As Havers nodded in turn, and arrangements were made for pickup the following evening, Marissa was very aware that she was running out of time. If she didn't get away from her brother, this room, that body, the clinic . . . she was going to break down in front of him.

And that was simply not an option.

“If you will excuse me,” she cut in. “I have some business to take care of back at Safe Place.”

“But of course.”

Marissa glanced at the female, noting absently that the sheet was staining red in a couple of places, no doubt from the removal of the tubes.

“Marissa, I . . .”

“What?” she said in a tired voice.

In the tense quiet that followed, she thought about all the time she'd spent being mad at him, hating him—but at the moment, she couldn't muster up any of those emotions. She just stood in front of her kin, waiting in a position of neither strength nor weakness.

The door opened and the curtain was pulled back. A nurse, one who had not been involved in the death, put her head in. “Doctor, we are prepped in four.”

Havers nodded. “Thank you.” When the nurse ducked back out, he said, “Will you excuse me? I have to—”

“Take care of your patients. By all means. It's what you do best, and you are very good at it.”

Marissa left the room, and after a split second of which-way, remembered to go left. It was easier to regain her composure out in the open and keep her mask in place as she walked back down to the reception area—and all eyes were on her as she departed, as if word had spread among the staff.
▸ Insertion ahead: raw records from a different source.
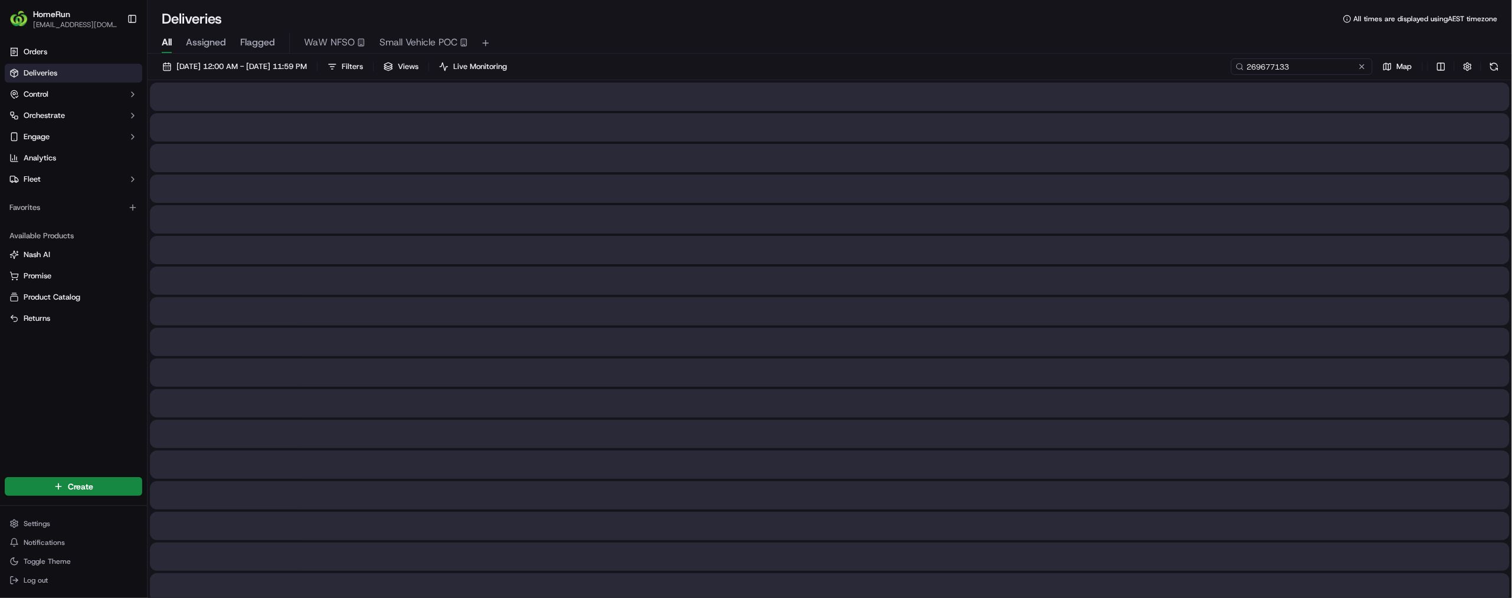 The height and width of the screenshot is (598, 1512). What do you see at coordinates (51, 14) in the screenshot?
I see `span: HomeRun` at bounding box center [51, 14].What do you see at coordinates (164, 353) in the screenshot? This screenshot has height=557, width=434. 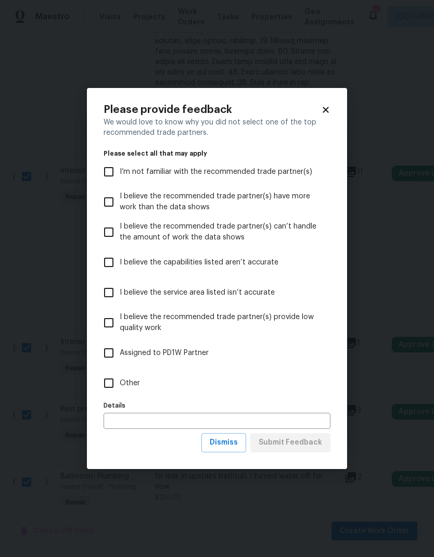 I see `span: Assigned to PD1W Partner` at bounding box center [164, 353].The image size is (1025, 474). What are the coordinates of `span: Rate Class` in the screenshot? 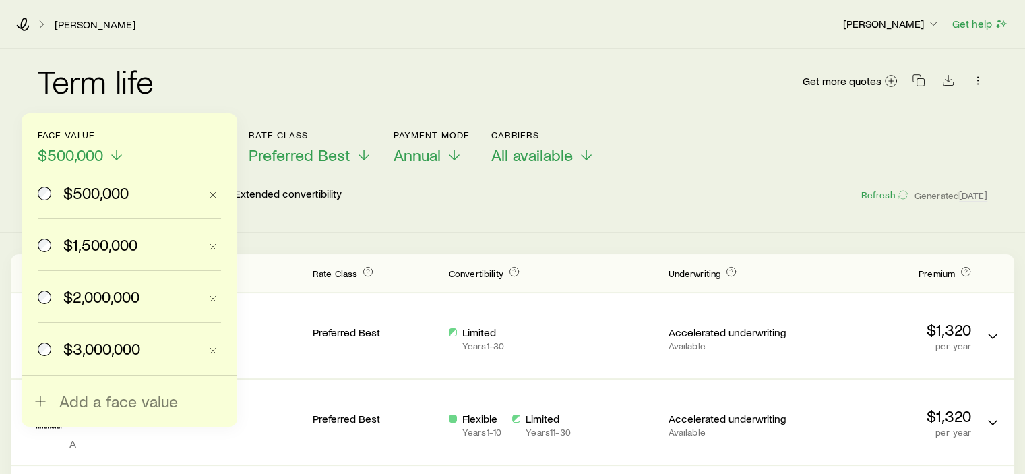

Strange that she recognized no faces—it made her realize anew just how many had been killed in the raids, how long it had been since she had been around her brother's work.

How the two of them, in spite of blood ties, were essentially strangers.

Taking the elevator back up to the surface, she emerged in the cell-like pre-building and punched her way out into the forest.

Unlike the evening before, tonight the moon shone brightly, illuminating the forest . . . and the absolutely no road in. It dawned on her then that there truly were a multiple of entrances to the subterranean complex, some for deliveries, others for patients who were able to dematerialize, and then that one for ambulances.

All of it so logically set up, undoubtedly due to her brother's input and influence.

Why hadn't Wrath told her that he was helping Havers with all this?

Then again, it wasn't really her business, was it.

Had Butch known? she wondered.

I am so sorry.

As Marissa heard her brother's voice in her head, her anger came back tenfold, to the point that she had to rub a heartburn sensation away from her sternum.

“Water under the bridge,” she told herself. “Time to go back to work.”

And yet she couldn't seem to leave. In fact, the idea of heading to Safe Place made her want to bolt in the opposite direction: She couldn't tell the staff there about what had happened just now. The female's death was like a negation of everything they tried to do under that roof: intercept, protect, educate, empower.

Nope. She couldn't face going there right away.

The problem was . . . she had no idea where to go.